8. Look through these images and find the one that’s <100KB, and select it. Not seeing one less than that size? Use the quality slider:

quality slider for images

9. Be warned that doing this sacrifices image quality for compression, so your image won’t be as crisp the lower you go. Play around with the quality slider until you get an image that’s as close to 100KB as possible, without going over.

10. Save it to your new folder, which will effectively replace the old image. Repeat for as many images as you have. (To expedite this process, look into Photoshop Actions. I’d go further on this but that requires a whole blog article unto itself, and I’m sure plenty have written about it. Basically, actions allow you to repeat a process on as many images as you’d like in an automated way. Only caveat here is that the images need to be similar in size.)

11. Now head back to your WordPress site.

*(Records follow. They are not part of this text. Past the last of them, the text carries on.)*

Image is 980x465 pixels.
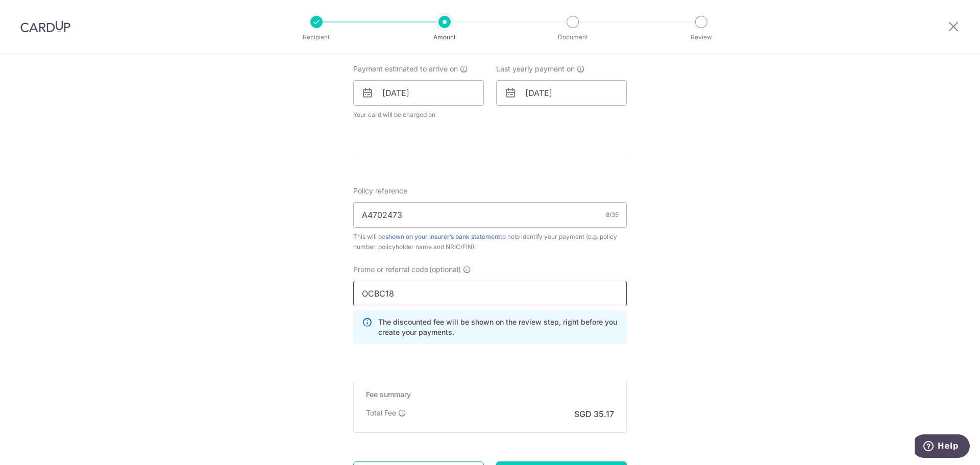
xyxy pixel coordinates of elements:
img: CardUp [20,20,70,33]
p: Review [663,32,739,43]
h5: Fee summary [366,389,614,400]
a: shown on your insurer’s bank statement [385,233,500,241]
p: Recipient [279,32,354,43]
span: (optional) [429,265,461,275]
span: Your card will be charged on [353,110,484,120]
iframe: Opens a widget where you can find more information [914,434,970,461]
div: This will be to help identify your payment (e.g. policy number, policyholder name and NRIC/FIN). [353,232,627,253]
label: Policy reference [353,186,407,196]
span: Payment estimated to arrive on [353,64,458,74]
p: Total Fee [366,408,396,419]
input: DD / MM / YYYY [496,80,627,105]
div: 8/35 [606,210,618,220]
span: Last yearly payment on [496,64,574,74]
p: SGD 35.17 [574,408,614,420]
p: Amount [407,32,483,43]
span: Promo or referral code [353,265,428,275]
input: DD / MM / YYYY [353,80,484,105]
p: The discounted fee will be shown on the review step, right before you create your payments. [378,317,618,338]
p: Document [535,32,610,43]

It’s time to replace the oversized images with the smaller ones, being sure to delete the larger images.

a. Open the media library in a new tab. Upload the folder with your optimized images to your media library.
b. Back on the Page edit screen, move to image number one. Open up the image data module again using the pencil icon.
c. Grab the image’s file name – this is everything AFTER /uploads/ (highlighted below)
d. capture the image file name
e. In the other tab with the media library open, paste that file name in the search box.
f. When the image comes up, hit ‘Delete Permanently.’
g. Head back to your page edit screen. Hover over the image, and hit the red ‘X’ next to the pencil icon.
h. Upload your newly optimized image in its place.

Optimized Images Improve User Experience

Don’t forget to delete the memory-hoggers! Otherwise, this exercise is futile. The goal is to clear up as much server space as possible. Whew! That’s a lot. It may seem daunting, but the increase in site speed, better Google rankings, and improved user experience that comes from optimizing images makes this process well worth it for you and your viewers. Often it’s very case-by-case, and involves a certain level of judgment calls, but once you get the hang of it, it becomes second nature.

And remember – properly sizing images is only one step in the image optimization process! We’ll get into the other fun stuff like file names and alt tags in blogs to come.

As always, reach out to our team at BNP Engage when you want to ensure that all your optimization needs are met.